“Before I start teaching a new round of classes, I like to go back to notes I’ve taken from instructors and books throughout the years. Here are some notes from a workshop I took from Joe Bill from Chicago in 2006.” – Johnny K
Scenes Occur with:
Action
Emotion
Talk
Action and Emotion are the strongest places for scenes. Talk is where most scenes are.
Scenes should be balanced with different energies. They should also be balanced regarding where they come from in the action/emotion/talk spectrum.
There are three things one can focus on in a scene:
1. Yourself
2. Your partner(s)
3. Your Environment
If ever you run out of things or get stuck on one of them, go to another. Searching for balance, if a scene is mostly about oneself, the next should be about partner or environment.

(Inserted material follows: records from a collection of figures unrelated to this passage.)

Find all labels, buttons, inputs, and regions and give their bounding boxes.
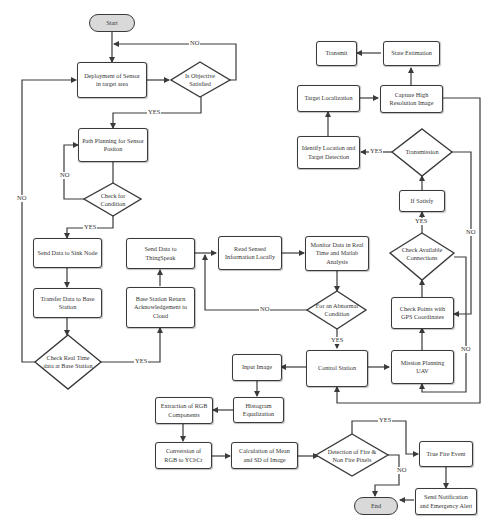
edge-label-yes: YES [134, 358, 148, 365]
path-planning-box: Path Planning for Sensor Positon [78, 128, 148, 162]
monitor-data-box: Monitor Data in Real Time and Matlab Ana… [305, 236, 369, 271]
deploy-sensor-label: Deployment of Sensor in target area [81, 72, 143, 89]
edge-label-no: NO [460, 346, 471, 353]
true-fire-box: True Fire Event [419, 441, 473, 467]
calc-mean-box: Calculation of Mean and SD of Image [231, 442, 298, 469]
check-points-box: Check Points with GPS Coordinates [391, 297, 454, 329]
base-return-label: Base Station Return Acknowledgement to C… [130, 295, 191, 320]
conversion-label: Conversion of RGB to YCbCr [159, 447, 208, 464]
check-points-label: Check Points with GPS Coordinates [395, 305, 450, 322]
edge-label-no: NO [16, 195, 27, 202]
control-station-box: Control Station [306, 350, 368, 387]
transfer-base-label: Transfer Data to Base Station [37, 295, 98, 312]
read-sensed-label: Read Sensed Information Locally [222, 245, 278, 262]
if-satisfy-box: If Satisfy [399, 190, 445, 212]
decision-fire: Detection of Fire & Non Fire Pixels [326, 443, 378, 469]
conversion-box: Conversion of RGB to YCbCr [155, 442, 212, 469]
control-station-label: Control Station [318, 364, 356, 372]
decision-transmission: Transmission [397, 146, 447, 158]
send-notification-label: Send Notification and Emergency Alert [419, 493, 473, 510]
decision-realtime: Check Real Time data at Base Station [42, 352, 94, 372]
edge-label-yes: YES [378, 417, 392, 424]
decision-available-label: Check Available Connections [399, 246, 445, 263]
send-thingspeak-label: Send Data to ThingSpeak [130, 245, 191, 262]
edge-label-yes: YES [83, 224, 97, 231]
path-planning-label: Path Planning for Sensor Positon [82, 137, 144, 154]
end-terminal: End [354, 497, 398, 515]
edge-label-yes: YES [147, 109, 161, 116]
decision-fire-label: Detection of Fire & Non Fire Pixels [326, 448, 378, 465]
transfer-base-box: Transfer Data to Base Station [33, 288, 102, 318]
decision-abnormal-label: For an Abnormal Condition [313, 302, 361, 319]
decision-abnormal: For an Abnormal Condition [313, 300, 361, 320]
target-localization-box: Target Localization [297, 85, 360, 112]
edge-label-yes: YES [369, 148, 383, 155]
send-thingspeak-box: Send Data to ThingSpeak [126, 238, 195, 269]
edge-label-yes: YES [414, 218, 428, 225]
start-terminal: Start [89, 14, 135, 32]
target-localization-label: Target Localization [304, 94, 352, 102]
edge-label-no: NO [465, 229, 476, 236]
base-return-box: Base Station Return Acknowledgement to C… [126, 287, 195, 328]
calc-mean-label: Calculation of Mean and SD of Image [235, 447, 294, 464]
state-estimation-box: State Estimation [383, 41, 440, 66]
read-sensed-box: Read Sensed Information Locally [218, 236, 282, 270]
decision-available: Check Available Connections [399, 244, 445, 264]
edge-label-no: NO [259, 306, 270, 313]
deploy-sensor-box: Deployment of Sensor in target area [77, 62, 147, 98]
if-satisfy-label: If Satisfy [411, 197, 434, 205]
decision-transmission-label: Transmission [405, 148, 438, 156]
decision-objective: Is Objective Satisfied [180, 70, 220, 90]
decision-realtime-label: Check Real Time data at Base Station [42, 354, 94, 371]
edge-label-yes: YES [330, 337, 344, 344]
send-notification-box: Send Notification and Emergency Alert [415, 488, 477, 515]
send-sink-box: Send Data to Sink Node [33, 238, 102, 268]
start-label: Start [106, 19, 118, 27]
send-sink-label: Send Data to Sink Node [38, 249, 98, 257]
input-image-label: Input Image [242, 363, 272, 371]
state-estimation-label: State Estimation [391, 49, 432, 57]
true-fire-label: True Fire Event [427, 450, 466, 458]
end-label: End [371, 502, 381, 510]
extraction-rgb-label: Extraction of RGB Components [159, 402, 209, 419]
decision-check-condition-label: Check for Condition [95, 192, 131, 209]
capture-image-box: Capture High Resolution Image [380, 85, 443, 113]
input-image-box: Input Image [232, 354, 282, 381]
decision-objective-label: Is Objective Satisfied [180, 72, 220, 89]
histogram-box: Histogram Equalization [233, 397, 284, 423]
edge-label-no: NO [189, 40, 200, 47]
identify-location-label: Identify Location and Target Detection [301, 144, 356, 161]
capture-image-label: Capture High Resolution Image [384, 91, 439, 108]
mission-planning-label: Mission Planning UAV [395, 359, 450, 376]
decision-check-condition: Check for Condition [95, 190, 131, 210]
edge-label-no: NO [59, 172, 70, 179]
mission-planning-box: Mission Planning UAV [391, 350, 454, 384]
identify-location-box: Identify Location and Target Detection [297, 136, 360, 169]
edge-label-no: NO [396, 467, 407, 474]
transmit-box: Transmit [316, 41, 357, 66]
extraction-rgb-box: Extraction of RGB Components [155, 397, 213, 424]
monitor-data-label: Monitor Data in Real Time and Matlab Ana… [309, 241, 365, 266]
transmit-label: Transmit [325, 49, 347, 57]
histogram-label: Histogram Equalization [237, 402, 280, 419]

Scenes should be dynamic. The only pure emotions are love and fear and everything else is a mixture. It’s fuck or flight. There are two ways to get there: Curiosity and suspicion.
Stage problem: the natural instinct in love scenes or arguments is to go toward each other. On stage, however, no one will ever actually fight. No one will ever actually fuck. There may be a stage kiss, but it will never be enough. Stage combat is eh, okay. Just allow the distance between the two of you to work for you both.
Give yourself selfish gifts. Name the things you want and why you want them. Give yourself a stake in the matter and tell why something is important to you. That will always give you something to return to.
Edit Options: the “Bolt”. In a two person scene, one drops character and quickly bolts out. This theatrical gesture means the character is still there even though the person is not. Also, an improvisor can theatrically place a chair on stage. This chair must be used somehow in the next scene.
Really listen to the other character.
Improvisers spend much of their time moving objects, but rarely do the objects move us.
Figure out an object and what it is. Let it process through the mind, heart, gut/groin and figure out what it means.
Difference between short and long form is the audience tension:
Short form: the audience tension is will they execute the game they have explained, and will they do it in an interesting way.
Long form: the audience tension is whether or not they believe you.
In long form, everything should take three times longer than you think it should take.
Feel free to throw in your Chekov, Brecht, self-indulgent acting shit and do that stuff too. If a scene breaks out that is it so serious that it makes people not want to be alive, then that is fine.